Police obtained arrest warrants for Coates and others after an informer and an independent investigation linked them to burglary and heroin activity. Officers arrested Coates and a woman, found drugs on the woman, then entered Coates’ home and observed narcotics. During the lawful presence in the house, an officer answered the ringing telephone, pretended to be a resident, and heard a caller arrange a heroin pickup from a person named Rudy. Coates identified Rudy and described his car. Officers located and arrested the person later identified as the petitioner and found narcotics on him.

Reasoning

The California Supreme Court concluded the initial arrests and entry were lawful, that answering the telephone and using deception while in the house was permissible to learn of unlawful activities, and that the officers thereby had probable cause to arrest the petitioner. The United States Supreme Court denied review of that decision, so the lower-court ruling stands.

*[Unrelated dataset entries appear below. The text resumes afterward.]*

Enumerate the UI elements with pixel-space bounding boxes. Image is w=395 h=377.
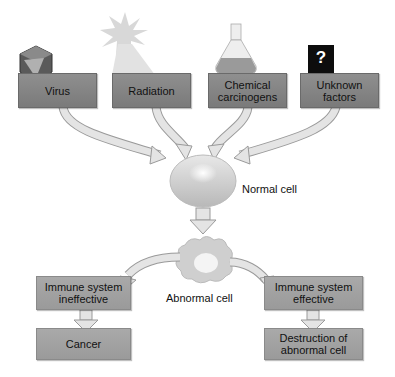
cause-box-virus: Virus: [18, 73, 97, 108]
cause-box-unknown-factors: Unknown factors: [300, 73, 379, 108]
abnormal-cell-label: Abnormal cell: [166, 292, 233, 304]
flask-icon: [216, 24, 257, 75]
arrow-layer: [0, 0, 395, 377]
cancer-causation-diagram: Virus Radiation Chemical carcinogens Unk…: [0, 0, 395, 377]
radiation-sun-icon: [100, 12, 155, 75]
outcome-label: Cancer: [66, 338, 101, 350]
down-arrow: [190, 208, 216, 234]
cause-box-chemical-carcinogens: Chemical carcinogens: [208, 73, 287, 108]
cause-label: Virus: [45, 85, 70, 97]
cause-box-radiation: Radiation: [112, 73, 191, 108]
abnormal-cell-icon: [176, 237, 232, 283]
cause-label: Chemical carcinogens: [216, 79, 280, 103]
cause-label: Radiation: [128, 85, 174, 97]
immune-ineffective-box: Immune system ineffective: [36, 276, 131, 310]
cancer-box: Cancer: [36, 328, 131, 360]
cause-label: Unknown factors: [313, 79, 367, 103]
destruction-box: Destruction of abnormal cell: [264, 328, 363, 360]
normal-cell-icon: [170, 155, 236, 207]
immune-effective-box: Immune system effective: [264, 276, 363, 310]
cause-arrows: [63, 107, 336, 155]
outcome-label: Destruction of abnormal cell: [274, 332, 354, 356]
normal-cell-label: Normal cell: [242, 183, 297, 195]
question-mark-icon: ?: [308, 45, 334, 73]
condition-label: Immune system effective: [270, 281, 358, 305]
condition-label: Immune system ineffective: [38, 281, 130, 305]
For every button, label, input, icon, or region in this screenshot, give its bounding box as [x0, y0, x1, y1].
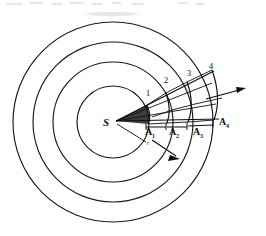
- area-label-2-sub: 2: [176, 133, 179, 139]
- sector-cap-2: [166, 93, 169, 123]
- area-label-3: A 3: [193, 126, 203, 139]
- area-label-4: A 4: [219, 116, 229, 129]
- area-label-4-sub: 4: [226, 123, 229, 129]
- area-label-3-sub: 3: [200, 133, 203, 139]
- ray-number-4: 4: [209, 61, 214, 71]
- radius-label: r: [147, 140, 150, 146]
- area-label-1-sub: 1: [152, 133, 155, 139]
- wavefront-circle-3: [33, 42, 193, 202]
- sector-caps: [147, 70, 218, 124]
- area-label-1: A 1: [145, 126, 155, 139]
- sector-edges: [147, 70, 222, 124]
- ray-number-2: 2: [164, 75, 169, 85]
- ray-number-3: 3: [187, 68, 192, 78]
- apex-wedge: [116, 105, 149, 124]
- inverse-square-law-diagram: S 1 2 3 4 A 1 r A 2 A 3 A 4: [0, 0, 266, 236]
- wavefront-circle-2: [53, 62, 173, 182]
- scan-artifacts: [6, 2, 204, 16]
- source-label: S: [103, 116, 109, 128]
- propagation-arrow: [206, 87, 246, 99]
- area-base-ticks: [146, 120, 213, 130]
- ray-number-1: 1: [146, 88, 151, 98]
- radius-leader: [117, 124, 146, 142]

Justice Douglas dissented from the denial, arguing the officer’s actions went beyond the narrow limits allowed for searches incident to arrest and amounted to a general, exploratory search.

Real world impact

Because the high court declined to take the case, the California ruling allowing officers to answer a home phone and use the caller’s statements to identify and arrest a third person remains effective in that case. The dissent warned this practice could expand police authority during lawful home entries and weaken protections against broad, exploratory searches. The denial is not a final ruling on the constitutional question and could be revisited in a future case.

Dissents or concurrances

Justice Douglas would have granted review, stressing that answering the phone and using artifice was a “fishing expedition” that risked eroding Fourth Amendment safeguards and noting a standing issue worth argument.